Headspace: Reword
Headspace needed to launch Reword, a new anti-bullying tool, to a target audience of young social media users and their concerned parents. The challenge was to demonstrate Reword's unique, preventative effectiveness in changing online behavior, aiming to drive widespread adoption and integrate it into digital platforms.
Creative Idea
A "spell checker for bullying" visually struck through insults, prompting reconsideration before sending.
Reword created a real-time "spell checker for bullying" that visually struck through offensive words as they were typed, empowering users to reconsider their messages before sending and fostering a more empathetic online environment by making the invisible impact of words visible.
The Red Line That Stopped Bullying Before It Started
A Real Time Moral Compass
While traditional anti-bullying efforts focused on reporting incidents after the fact, Leo Burnett Melbourne shifted the strategy toward the perpetrator. The tool functioned as a JavaScript-based plugin that acted like a "spellcheck for bullying." By using a custom lexicon database rather than a simple profanity filter, the algorithm identified specific strings of words and "bullying sentiment." The visual of the red strikethrough was a deliberate psychological choice, mimicking a teacher’s red pen to signal an error in judgment. Initial pilot research confirmed the effectiveness of this interruption, showing that 79% of young people aged 12 - 25 were willing to reword their messages when prompted.
Crowdsourcing the Language of Hate
To keep the tool relevant against evolving slang, the database was left open for children to contribute new insults. This turned the target audience into co-creators, resulting in over 20,000 new submissions and millions of potential combinations. The impact was immediate: within six weeks, 84% of detected insults were reworded, and bullying behavior per user dropped by 67%. The campaign launched on Australia’s National Day of Action Against Bullying and Violence, a critical moment given that Australia ranked #1 globally for social media bullying at the time.

From Plugin to National Policy
The project gained massive cultural traction when Australian media personality Sam Frost supported the launch by sharing her own experiences with cyberbullying. The tool was eventually installed on over 150,000 computers and introduced to 260 schools. Its success was so profound that the Australian federal government backed its expansion into a mobile application, cementing its status as a permanent educational fixture rather than a temporary marketing stunt.
Creative Strategy Deconstructed
Company
Reword, as a tech tool, credibly delivered a real-time, non-intrusive solution to detect and flag online bullying.
Category
Anti-bullying campaigns often focused on awareness or reporting, rarely offering real-time, preventative intervention at the point of typing.
Customer
Parents feared their children becoming bullies or victims, feeling powerless to control online interactions and their lasting consequences.
Culture
Growing concerns about mental health, digital citizenship, and the permanence of online content created a demand for proactive solutions.
Company
Reword, as a tech tool, credibly delivered a real-time, non-intrusive solution to detect and flag online bullying.
Category
Anti-bullying campaigns often focused on awareness or reporting, rarely offering real-time, preventative intervention at the point of typing.
Strategy:
Empower users to self-correct harmful online communication by making potential negative impact immediately visible.
Customer
Parents feared their children becoming bullies or victims, feeling powerless to control online interactions and their lasting consequences.
Culture
Growing concerns about mental health, digital citizenship, and the permanence of online content created a demand for proactive solutions.
Strategy:
Empower users to self-correct harmful online communication by making potential negative impact immediately visible.
Results
Testing has shown that almost 80% of kids are willing to change what they've written when they see the red line. The tool is designed to allow people to add new insults, making it even smarter over time.
80%
of kids willing to change text
Strategy Technique
Make the Invisible Visible
The campaign made the often-unseen impact of hurtful words visible through the red line. This immediate visual feedback prompted users to reconsider their actions, transforming abstract consequences into tangible alerts.
Explore TechniqueCreative Technique
Analogy for the Solution
The campaign effectively used the familiar concept of a spell checker to explain Reword's function. This analogy made the innovative tool instantly understandable and relatable for preventing online bullying.
Explore TechniqueCraft Breakdown
This campaign's craft excels in translating a powerful behavioral insight into a simple yet revolutionary digital tool, brilliantly combining strategic digital craft with sophisticated digital execution and precise copywriting.
The technical execution of the Reword tool itself, capable of real-time detection of hundreds of thousands of insults, including cultural nuances and slang, and integrating seamlessly into typing interfaces, demonstrates highly sophisticated digital craftsmanship.
The concise and empathetic text within the actual Reword tool's pop-up – 'Would you say this to a friend? Don't create another victim.' – is exceptionally powerful in prompting reconsideration and shaping behavior, as is the overarching campaign message, 'Words can hurt. Words can be changed.'
The true genius of Reword lies in the seamless synergy between its brilliant ideamaking, the technological prowess of its digital craft, and the persuasive clarity of its copywriting and design, all converging to create an impactful behavioral change tool.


- **Task directions**
Each entry is to be given again precisely, and no picture may be carried over.

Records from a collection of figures
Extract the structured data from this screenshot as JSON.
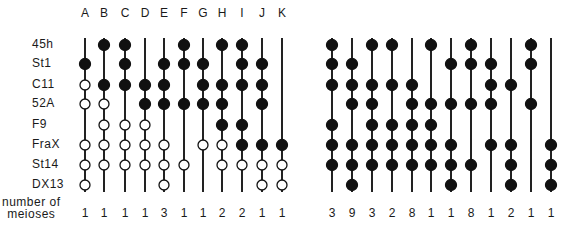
{
  "figure": {
    "type": "haplotype-recombination-diagram",
    "markers": [
      "45h",
      "St1",
      "C11",
      "52A",
      "F9",
      "FraX",
      "St14",
      "DX13"
    ],
    "meioses_label_line1": "number of",
    "meioses_label_line2": "meioses",
    "colors": {
      "filled": "#111111",
      "line": "#222222",
      "open_fill": "#ffffff"
    },
    "legend": {
      "filled": "filled circle",
      "open": "open circle",
      "none": "no circle (line only)"
    },
    "left_panel": {
      "columns": [
        {
          "label": "A",
          "meioses": "1",
          "alleles": [
            "-",
            "F",
            "O",
            "O",
            "-",
            "O",
            "O",
            "O"
          ]
        },
        {
          "label": "B",
          "meioses": "1",
          "alleles": [
            "F",
            "-",
            "F",
            "O",
            "O",
            "O",
            "O",
            "-"
          ]
        },
        {
          "label": "C",
          "meioses": "1",
          "alleles": [
            "F",
            "F",
            "F",
            "-",
            "O",
            "O",
            "O",
            "-"
          ]
        },
        {
          "label": "D",
          "meioses": "1",
          "alleles": [
            "-",
            "-",
            "F",
            "F",
            "O",
            "O",
            "O",
            "-"
          ]
        },
        {
          "label": "E",
          "meioses": "3",
          "alleles": [
            "-",
            "F",
            "F",
            "F",
            "-",
            "O",
            "O",
            "O"
          ]
        },
        {
          "label": "F",
          "meioses": "1",
          "alleles": [
            "F",
            "F",
            "-",
            "F",
            "-",
            "-",
            "O",
            "-"
          ]
        },
        {
          "label": "G",
          "meioses": "1",
          "alleles": [
            "-",
            "F",
            "F",
            "F",
            "-",
            "O",
            "-",
            "-"
          ]
        },
        {
          "label": "H",
          "meioses": "2",
          "alleles": [
            "F",
            "-",
            "F",
            "F",
            "F",
            "O",
            "O",
            "-"
          ]
        },
        {
          "label": "I",
          "meioses": "2",
          "alleles": [
            "F",
            "F",
            "F",
            "-",
            "F",
            "F",
            "O",
            "-"
          ]
        },
        {
          "label": "J",
          "meioses": "1",
          "alleles": [
            "-",
            "F",
            "F",
            "F",
            "-",
            "F",
            "O",
            "O"
          ]
        },
        {
          "label": "K",
          "meioses": "1",
          "alleles": [
            "-",
            "-",
            "-",
            "-",
            "-",
            "F",
            "O",
            "O"
          ]
        }
      ]
    },
    "right_panel": {
      "columns": [
        {
          "meioses": "3",
          "alleles": [
            "F",
            "F",
            "F",
            "-",
            "F",
            "F",
            "F",
            "-"
          ]
        },
        {
          "meioses": "9",
          "alleles": [
            "-",
            "F",
            "F",
            "F",
            "-",
            "F",
            "F",
            "F"
          ]
        },
        {
          "meioses": "3",
          "alleles": [
            "F",
            "-",
            "F",
            "F",
            "F",
            "F",
            "F",
            "-"
          ]
        },
        {
          "meioses": "2",
          "alleles": [
            "F",
            "-",
            "F",
            "-",
            "F",
            "F",
            "F",
            "-"
          ]
        },
        {
          "meioses": "8",
          "alleles": [
            "-",
            "-",
            "F",
            "F",
            "F",
            "F",
            "F",
            "-"
          ]
        },
        {
          "meioses": "1",
          "alleles": [
            "F",
            "-",
            "-",
            "F",
            "F",
            "F",
            "F",
            "-"
          ]
        },
        {
          "meioses": "1",
          "alleles": [
            "-",
            "F",
            "-",
            "F",
            "-",
            "F",
            "F",
            "F"
          ]
        },
        {
          "meioses": "8",
          "alleles": [
            "F",
            "F",
            "-",
            "F",
            "-",
            "-",
            "F",
            "-"
          ]
        },
        {
          "meioses": "1",
          "alleles": [
            "-",
            "F",
            "F",
            "F",
            "-",
            "F",
            "-",
            "-"
          ]
        },
        {
          "meioses": "2",
          "alleles": [
            "-",
            "-",
            "F",
            "-",
            "-",
            "F",
            "F",
            "F"
          ]
        },
        {
          "meioses": "1",
          "alleles": [
            "F",
            "F",
            "-",
            "F",
            "-",
            "-",
            "-",
            "-"
          ]
        },
        {
          "meioses": "1",
          "alleles": [
            "-",
            "-",
            "-",
            "-",
            "-",
            "F",
            "F",
            "F"
          ]
        }
      ]
    }
  }
}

- **Exercise response**
Extract the structured data from this screenshot as JSON.
{
  "figure": {
    "type": "haplotype-recombination-diagram",
    "markers": [
      "45h",
      "St1",
      "C11",
      "52A",
      "F9",
      "FraX",
      "St14",
      "DX13"
    ],
    "meioses_label_line1": "number of",
    "meioses_label_line2": "meioses",
    "colors": {
      "filled": "#111111",
      "line": "#222222",
      "open_fill": "#ffffff"
    },
    "legend": {
      "filled": "filled circle",
      "open": "open circle",
      "none": "no circle (line only)"
    },
    "left_panel": {
      "columns": [
        {
          "label": "A",
          "meioses": "1",
          "alleles": [
            "-",
            "F",
            "O",
            "O",
            "-",
            "O",
            "O",
            "O"
          ]
        },
        {
          "label": "B",
          "meioses": "1",
          "alleles": [
            "F",
            "-",
            "F",
            "O",
            "O",
            "O",
            "O",
            "-"
          ]
        },
        {
          "label": "C",
          "meioses": "1",
          "alleles": [
            "F",
            "F",
            "F",
            "-",
            "O",
            "O",
            "O",
            "-"
          ]
        },
        {
          "label": "D",
          "meioses": "1",
          "alleles": [
            "-",
            "-",
            "F",
            "F",
            "O",
            "O",
            "O",
            "-"
          ]
        },
        {
          "label": "E",
          "meioses": "3",
          "alleles": [
            "-",
            "F",
            "F",
            "F",
            "-",
            "O",
            "O",
            "O"
          ]
        },
        {
          "label": "F",
          "meioses": "1",
          "alleles": [
            "F",
            "F",
            "-",
            "F",
            "-",
            "-",
            "O",
            "-"
          ]
        },
        {
          "label": "G",
          "meioses": "1",
          "alleles": [
            "-",
            "F",
            "F",
            "F",
            "-",
            "O",
            "-",
            "-"
          ]
        },
        {
          "label": "H",
          "meioses": "2",
          "alleles": [
            "F",
            "-",
            "F",
            "F",
            "F",
            "O",
            "O",
            "-"
          ]
        },
        {
          "label": "I",
          "meioses": "2",
          "alleles": [
            "F",
            "F",
            "F",
            "-",
            "F",
            "F",
            "O",
            "-"
          ]
        },
        {
          "label": "J",
          "meioses": "1",
          "alleles": [
            "-",
            "F",
            "F",
            "F",
            "-",
            "F",
            "O",
            "O"
          ]
        },
        {
          "label": "K",
          "meioses": "1",
          "alleles": [
            "-",
            "-",
            "-",
            "-",
            "-",
            "F",
            "O",
            "O"
          ]
        }
      ]
    },
    "right_panel": {
      "columns": [
        {
          "meioses": "3",
          "alleles": [
            "F",
            "F",
            "F",
            "-",
            "F",
            "F",
            "F",
            "-"
          ]
        },
        {
          "meioses": "9",
          "alleles": [
            "-",
            "F",
            "F",
            "F",
            "-",
            "F",
            "F",
            "F"
          ]
        },
        {
          "meioses": "3",
          "alleles": [
            "F",
            "-",
            "F",
            "F",
            "F",
            "F",
            "F",
            "-"
          ]
        },
        {
          "meioses": "2",
          "alleles": [
            "F",
            "-",
            "F",
            "-",
            "F",
            "F",
            "F",
            "-"
          ]
        },
        {
          "meioses": "8",
          "alleles": [
            "-",
            "-",
            "F",
            "F",
            "F",
            "F",
            "F",
            "-"
          ]
        },
        {
          "meioses": "1",
          "alleles": [
            "F",
            "-",
            "-",
            "F",
            "F",
            "F",
            "F",
            "-"
          ]
        },
        {
          "meioses": "1",
          "alleles": [
            "-",
            "F",
            "-",
            "F",
            "-",
            "F",
            "F",
            "F"
          ]
        },
        {
          "meioses": "8",
          "alleles": [
            "F",
            "F",
            "-",
            "F",
            "-",
            "-",
            "F",
            "-"
          ]
        },
        {
          "meioses": "1",
          "alleles": [
            "-",
            "F",
            "F",
            "F",
            "-",
            "F",
            "-",
            "-"
          ]
        },
        {
          "meioses": "2",
          "alleles": [
            "-",
            "-",
            "F",
            "-",
            "-",
            "F",
            "F",
            "F"
          ]
        },
        {
          "meioses": "1",
          "alleles": [
            "F",
            "F",
            "-",
            "F",
            "-",
            "-",
            "-",
            "-"
          ]
        },
        {
          "meioses": "1",
          "alleles": [
            "-",
            "-",
            "-",
            "-",
            "-",
            "F",
            "F",
            "F"
          ]
        }
      ]
    }
  }
}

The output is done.